Google to Provide Its Internal NoSQL Database as a Cloud Service

BigTable is a database behind Google's mission critical applications like Search, Gmail and Analytics

Google’s Bigtable, the fully managed, highly scalable NoSQL database that powers the company’s biggest services like search, Gmail, and Analytics is now available as a service.

The cloud NoSQL database service can handle huge volumes of data and is being positioned as a valuable tool in the hands of Internet-of-Things players. Bigtable is meant for large ingestion, analytics, and data-heavy service workloads; its track record behind Gmail and search validates these claims.

The technology has backed Google's mission critical applications for more than a decade, and as a result, the company is promising at least two times the performance per dollar over unmanaged NoSQL alternatives. Google’s economies of scale make it a potentially disruptive force in the NoSQL market.

Cloud Bigtable is also secure, built with a replicated storage strategy, and all data is encrypted both in-flight and at rest. The NoSQL database service is accessible through the open source Apache HBase API.

Google also has a service partner ecosystem offering managed Cloud Bigtable services, including SunGard, Pythian, CCRi and Tellit Wireless Solutions.

Bigtable is available as a beta release in multiple locations.

The Growing Cloud NoSQL Market

Cloud Bigtable is a potential competitive threat to other cloud NoSQL service providers, given the price point and track record.

NoSQL, in general, stands to capitalize on the Internet of Things, with many players tuning their message to capture the massive, emerging market. NoSQL is good at handling unstructured data, e.g. the types of data generated by a multitude of connected devices. There's a growing opportunity for offering managed services around NoSQL.

“As businesses become increasingly data-centric, and with the coming age of the Internet of Things (IoT), enterprises and data-driven organizations must become adept at efficiently deriving insights from their data,” wrote Cory O’Connor, product manager at Google. “In this environment, any time spent building and managing infrastructure rather than working on applications is a lost opportunity.”

IoT is a major factor behind increasing investment in new players as well as service providers getting into the act. New offerings continue to come to market, such as last month when RethinkDB rolled out its first commercially supported release of its NoSQL designed for real-time applications.

Amazon Web Services also has a NoSQL DB-as-a-Service play, DynamoDB. CenturyLink recently acquired a NoSQL-as-a-service player Orchestrate to complement its more traditionally managed Oracle or Microsoft SQL database services.

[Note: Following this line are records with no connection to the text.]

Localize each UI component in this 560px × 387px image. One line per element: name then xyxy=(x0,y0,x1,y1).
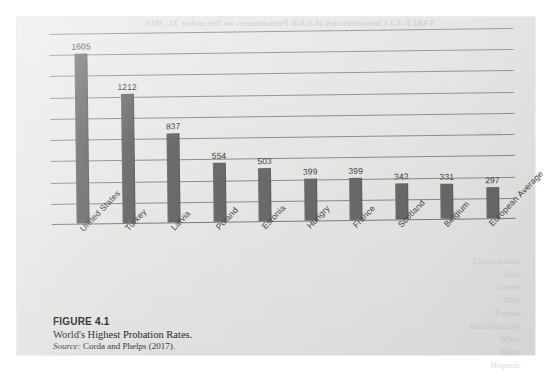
bar-group[interactable]: 503 xyxy=(258,156,272,222)
y-axis-tick xyxy=(49,55,58,56)
bar[interactable] xyxy=(121,94,136,223)
bar-value-label: 399 xyxy=(348,166,363,176)
y-axis-tick xyxy=(51,140,60,141)
figure-caption: FIGURE 4.1 World's Highest Probation Rat… xyxy=(53,316,353,351)
bar-group[interactable]: 554 xyxy=(212,151,226,222)
bar-group[interactable]: 1605 xyxy=(75,41,90,223)
y-axis-tick xyxy=(50,97,59,98)
y-axis-tick xyxy=(50,119,59,120)
bar[interactable] xyxy=(167,133,181,222)
y-axis-tick xyxy=(51,182,60,183)
y-axis-tick xyxy=(50,76,59,77)
y-axis-tick xyxy=(51,204,60,205)
figure-source-text: Source: Corda and Phelps (2017). xyxy=(53,341,353,351)
bar[interactable] xyxy=(75,53,90,223)
source-label: Source: xyxy=(53,341,81,351)
bleed-through-line: Hispanic xyxy=(470,359,521,372)
bar-value-label: 503 xyxy=(257,156,272,166)
figure-title-text: World's Highest Probation Rates. xyxy=(53,329,353,340)
y-axis-tick xyxy=(51,161,60,162)
y-axis-tick xyxy=(49,34,58,35)
bar-group[interactable]: 1212 xyxy=(121,82,136,223)
bar-value-label: 1605 xyxy=(71,41,90,51)
bar-value-label: 297 xyxy=(485,175,500,185)
source-citation: Corda and Phelps (2017). xyxy=(83,341,175,351)
bar-value-label: 343 xyxy=(394,171,409,181)
bleed-through-line: Race/Ethnicity xyxy=(470,320,521,333)
figure-number-label: FIGURE 4.1 xyxy=(53,316,353,327)
bar-value-label: 399 xyxy=(303,166,318,176)
bar-value-label: 554 xyxy=(212,151,227,161)
bar-value-label: 331 xyxy=(440,172,455,182)
figure-chart: 16051212837554503399399343331297 United … xyxy=(17,17,535,277)
plot-area: 16051212837554503399399343331297 xyxy=(58,28,515,225)
x-axis-category-labels: United StatesTurkeyLatviaPolandEstoniaHu… xyxy=(61,221,517,327)
bleed-through-line: White xyxy=(470,333,521,346)
bar-value-label: 1212 xyxy=(117,82,136,92)
scanned-page-sheet: TABLE 4.2 Characteristics of Adult Proba… xyxy=(17,17,535,355)
bar-group[interactable]: 837 xyxy=(167,121,181,222)
bleed-through-line: Black xyxy=(470,346,521,359)
bar-value-label: 837 xyxy=(166,121,181,131)
bar-series: 16051212837554503399399343331297 xyxy=(58,28,515,225)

Rackspace is another service provider big in the database services game, acquiring ObjectRocket in 2013 and expanding managed database services from there.

Other NoSQL DBaaS include IBM-owned Cloudant, a company which eternal SoftLayer competitor Rackspace previously invested in; and Tesora’s Trove, and Cumulogic, which offer both SQL and NoSQL as a service.

DB-as-a-Service offerings also stand to capitalize from the increasing amount of database activity moving to the cloud in general. While this is not close to a wholesale move, other As-a-Service offerings will certainly continue to grow.